After trying vee-type sixes and eights he settled on conventional water cooled, inline designs. Several new Marmons were introduced, including the 1909 Model 32, which also came in a racing version called the Marmon Wasp for its long yellow pointed tail.

The Wasp established Marmon’s reputation for durability and speed and brought priceless publicity by winning the first Indianapolis 500 in 1911 driven by company engineer Ray Harroun. The ingenious Harroun dispensed with the usual riding mechanic and monitored activities behind him with a mirror mounted on the cowl, said to be the first use of a rear-view mirror.

The Model 32 was good enough to remain in production for many years. In 1916, Marmon introduced the Model 34, an evolution of the Model 32 with an overhead valve in-line six. More advanced thinking was evident in its almost entirely aluminum engine.

The Model 34 also had an aluminum body, hood and radiator, and although it was large with a 3531 mm (139 in.) wheelbase in the touring model, it weighed just 1,633 kg (3,600 lb).

In 1916, Howard Marmon sent a team of drivers in Marmon 34s across the U.S. in pursuit of the trans-continental record. They completed it in less than six days, beating the legendary Cannon Ball Baker’s Cadillac time by 41 hours. The Model 34 remained in production until 1924 and its derivative Models 74 and 75 until 1928.

By 1924, Marmon sales and finances were flagging until new money came from George Williams, former president of Wire Wheel Corp. of America. To stimulate interest, Marmon began selling closed cars at prices close to open ones and sales rose from some 2,600 in 1924 to almost 4,500 in both 1925 and 1926.

Williams was convinced they needed a lower-priced car, so in 1927, Marmon introduced the Little Eight. It lasted only one year. This was followed by the Roosevelt in 1929, named for former U.S. president Theodore Roosevelt. It was the first straight-eight available at less than $1,000, and pushed sales to more than 15,000 in 1928 and some 22,000 in 1929.

This encouraged Marmon to adopt straight-eights exclusively. It had seemed like the right decision at the time, but the onset of the Depression sent Marmon and others into serious sales declines.

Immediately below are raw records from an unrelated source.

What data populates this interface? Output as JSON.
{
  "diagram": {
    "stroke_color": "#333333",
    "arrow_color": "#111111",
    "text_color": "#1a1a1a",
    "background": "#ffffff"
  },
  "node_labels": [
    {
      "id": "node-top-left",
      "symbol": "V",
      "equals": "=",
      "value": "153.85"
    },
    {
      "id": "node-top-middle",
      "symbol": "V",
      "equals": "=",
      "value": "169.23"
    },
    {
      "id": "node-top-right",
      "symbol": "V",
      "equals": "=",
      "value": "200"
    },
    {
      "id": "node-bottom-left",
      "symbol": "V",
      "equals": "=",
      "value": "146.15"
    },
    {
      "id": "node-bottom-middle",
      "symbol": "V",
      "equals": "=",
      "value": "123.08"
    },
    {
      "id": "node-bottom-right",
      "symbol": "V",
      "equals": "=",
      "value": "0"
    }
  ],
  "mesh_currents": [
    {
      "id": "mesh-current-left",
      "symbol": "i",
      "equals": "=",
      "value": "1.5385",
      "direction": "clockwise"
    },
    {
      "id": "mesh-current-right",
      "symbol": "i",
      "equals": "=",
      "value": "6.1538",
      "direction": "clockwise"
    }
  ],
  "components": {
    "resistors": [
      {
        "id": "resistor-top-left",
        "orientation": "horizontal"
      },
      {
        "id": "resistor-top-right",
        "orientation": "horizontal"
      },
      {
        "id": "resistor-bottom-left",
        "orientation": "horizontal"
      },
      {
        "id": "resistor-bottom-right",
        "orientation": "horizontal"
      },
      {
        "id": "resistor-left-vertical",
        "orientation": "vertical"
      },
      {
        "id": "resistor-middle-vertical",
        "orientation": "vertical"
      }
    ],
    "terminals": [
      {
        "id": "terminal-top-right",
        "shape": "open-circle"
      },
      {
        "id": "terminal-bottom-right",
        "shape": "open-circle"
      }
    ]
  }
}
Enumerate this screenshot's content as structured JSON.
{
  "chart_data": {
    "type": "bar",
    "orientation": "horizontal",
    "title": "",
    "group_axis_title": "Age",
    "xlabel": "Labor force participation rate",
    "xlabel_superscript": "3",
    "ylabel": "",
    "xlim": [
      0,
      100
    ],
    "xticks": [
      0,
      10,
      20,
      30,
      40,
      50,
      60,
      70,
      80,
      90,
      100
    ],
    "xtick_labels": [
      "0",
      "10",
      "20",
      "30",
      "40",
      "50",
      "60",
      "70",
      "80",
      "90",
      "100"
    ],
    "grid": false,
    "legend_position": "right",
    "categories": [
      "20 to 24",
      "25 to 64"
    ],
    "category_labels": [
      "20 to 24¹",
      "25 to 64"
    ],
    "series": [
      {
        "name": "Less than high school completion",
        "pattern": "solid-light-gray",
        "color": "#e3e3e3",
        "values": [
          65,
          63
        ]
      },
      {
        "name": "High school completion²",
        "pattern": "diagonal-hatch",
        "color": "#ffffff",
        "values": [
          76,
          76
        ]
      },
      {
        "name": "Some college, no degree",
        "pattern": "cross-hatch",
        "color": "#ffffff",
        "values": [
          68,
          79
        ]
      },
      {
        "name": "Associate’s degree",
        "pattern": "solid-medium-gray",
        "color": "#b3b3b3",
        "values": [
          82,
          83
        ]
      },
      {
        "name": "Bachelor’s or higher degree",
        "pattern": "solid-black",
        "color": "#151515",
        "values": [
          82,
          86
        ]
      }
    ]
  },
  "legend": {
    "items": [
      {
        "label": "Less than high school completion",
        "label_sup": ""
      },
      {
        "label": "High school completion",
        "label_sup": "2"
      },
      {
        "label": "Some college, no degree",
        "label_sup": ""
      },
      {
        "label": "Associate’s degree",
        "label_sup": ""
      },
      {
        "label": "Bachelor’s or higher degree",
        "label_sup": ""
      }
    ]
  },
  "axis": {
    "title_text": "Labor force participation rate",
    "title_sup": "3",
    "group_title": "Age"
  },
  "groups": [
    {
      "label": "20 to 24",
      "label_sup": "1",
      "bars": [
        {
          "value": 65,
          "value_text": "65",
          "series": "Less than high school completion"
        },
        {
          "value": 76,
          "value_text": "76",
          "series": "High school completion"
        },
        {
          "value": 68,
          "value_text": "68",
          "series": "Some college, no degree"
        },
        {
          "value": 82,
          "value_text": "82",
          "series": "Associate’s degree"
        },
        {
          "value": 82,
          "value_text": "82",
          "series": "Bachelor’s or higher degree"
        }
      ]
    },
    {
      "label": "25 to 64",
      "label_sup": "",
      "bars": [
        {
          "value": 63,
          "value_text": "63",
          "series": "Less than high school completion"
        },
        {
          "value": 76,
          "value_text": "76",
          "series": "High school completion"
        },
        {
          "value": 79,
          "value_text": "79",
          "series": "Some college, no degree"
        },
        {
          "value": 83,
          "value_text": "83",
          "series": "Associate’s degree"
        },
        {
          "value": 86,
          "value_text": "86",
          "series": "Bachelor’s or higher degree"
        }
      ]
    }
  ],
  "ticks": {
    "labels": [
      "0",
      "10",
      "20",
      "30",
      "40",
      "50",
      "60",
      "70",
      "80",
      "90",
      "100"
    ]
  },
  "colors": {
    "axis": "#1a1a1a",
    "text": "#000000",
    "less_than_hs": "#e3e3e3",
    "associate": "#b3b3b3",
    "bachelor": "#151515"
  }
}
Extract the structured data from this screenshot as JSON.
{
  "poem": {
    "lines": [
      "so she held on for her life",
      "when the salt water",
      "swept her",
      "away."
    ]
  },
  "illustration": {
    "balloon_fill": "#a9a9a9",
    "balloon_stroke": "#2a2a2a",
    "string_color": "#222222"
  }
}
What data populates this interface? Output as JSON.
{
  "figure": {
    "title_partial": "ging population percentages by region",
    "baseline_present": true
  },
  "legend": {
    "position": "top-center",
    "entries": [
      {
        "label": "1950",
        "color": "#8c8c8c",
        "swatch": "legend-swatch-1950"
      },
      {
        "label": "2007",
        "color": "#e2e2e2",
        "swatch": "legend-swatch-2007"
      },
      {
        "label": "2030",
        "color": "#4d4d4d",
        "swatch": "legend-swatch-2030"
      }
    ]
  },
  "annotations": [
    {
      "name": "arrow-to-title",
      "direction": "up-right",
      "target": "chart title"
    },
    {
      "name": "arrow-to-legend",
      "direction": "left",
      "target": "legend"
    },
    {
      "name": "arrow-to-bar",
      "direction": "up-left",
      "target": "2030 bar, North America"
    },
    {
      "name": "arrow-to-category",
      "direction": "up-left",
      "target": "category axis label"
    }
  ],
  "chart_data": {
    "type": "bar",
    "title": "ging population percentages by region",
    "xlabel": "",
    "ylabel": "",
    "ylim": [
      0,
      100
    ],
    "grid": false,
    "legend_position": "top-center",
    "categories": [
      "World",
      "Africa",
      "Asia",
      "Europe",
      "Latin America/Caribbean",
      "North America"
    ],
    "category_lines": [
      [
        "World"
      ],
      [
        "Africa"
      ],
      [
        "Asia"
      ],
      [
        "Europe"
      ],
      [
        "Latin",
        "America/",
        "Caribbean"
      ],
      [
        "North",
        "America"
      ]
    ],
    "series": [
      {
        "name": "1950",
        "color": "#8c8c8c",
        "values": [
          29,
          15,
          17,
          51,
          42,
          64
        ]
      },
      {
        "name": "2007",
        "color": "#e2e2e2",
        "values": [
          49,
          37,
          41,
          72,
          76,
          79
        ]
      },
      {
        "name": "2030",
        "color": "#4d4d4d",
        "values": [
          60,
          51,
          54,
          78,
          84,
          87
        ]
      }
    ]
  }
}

The Roosevelt lasted only a couple of years.

While Williams’s less-expensive models had kept Marmon going, Howard Marmon had a grander vision, the Marmon Sixteen. It appeared in 1931, and although not the first V-16 — Cadillac’s arrived in 1930 — the Marmon engine was more powerful and striking in appearance.

The V-16 would have been the pride of any engineer, proved by winning the Society of Automotive Engineers’ annual design award. The 8.0 litre (491 cu in.), overhead valve, aluminum engine’s 200 horsepower was second only to Duesenberg’s 265.

Because many parts including cylinder block, heads, oil pan and valve covers were aluminum, the V-16 engine weighed only 422 kg (930 lb), a remarkable power-to-weight ratio. Narrow 45-degree cylinder banks let it fit under the slim hoods of the day.

It had wet, pressed-in steel cylinder sleeves and fork-and-blade connecting rods rather than the now universal side-by-side type.

Although it was magnificently engineered, the Marmon Sixteen arrived just as the Depression was sapping the automobile economy and dramatically shrinking the market for $5,000-plus cars. Marmon Motor Car Co. went into receivership in 1933 after building fewer than 400 of the glorious Sixteens.

Although Marmon was out of the car business, the name lived until 1963 in Marmon-Herrington buses, four-wheel-drive commercial vehicles and four-wheel-drive conversion kits for trucks.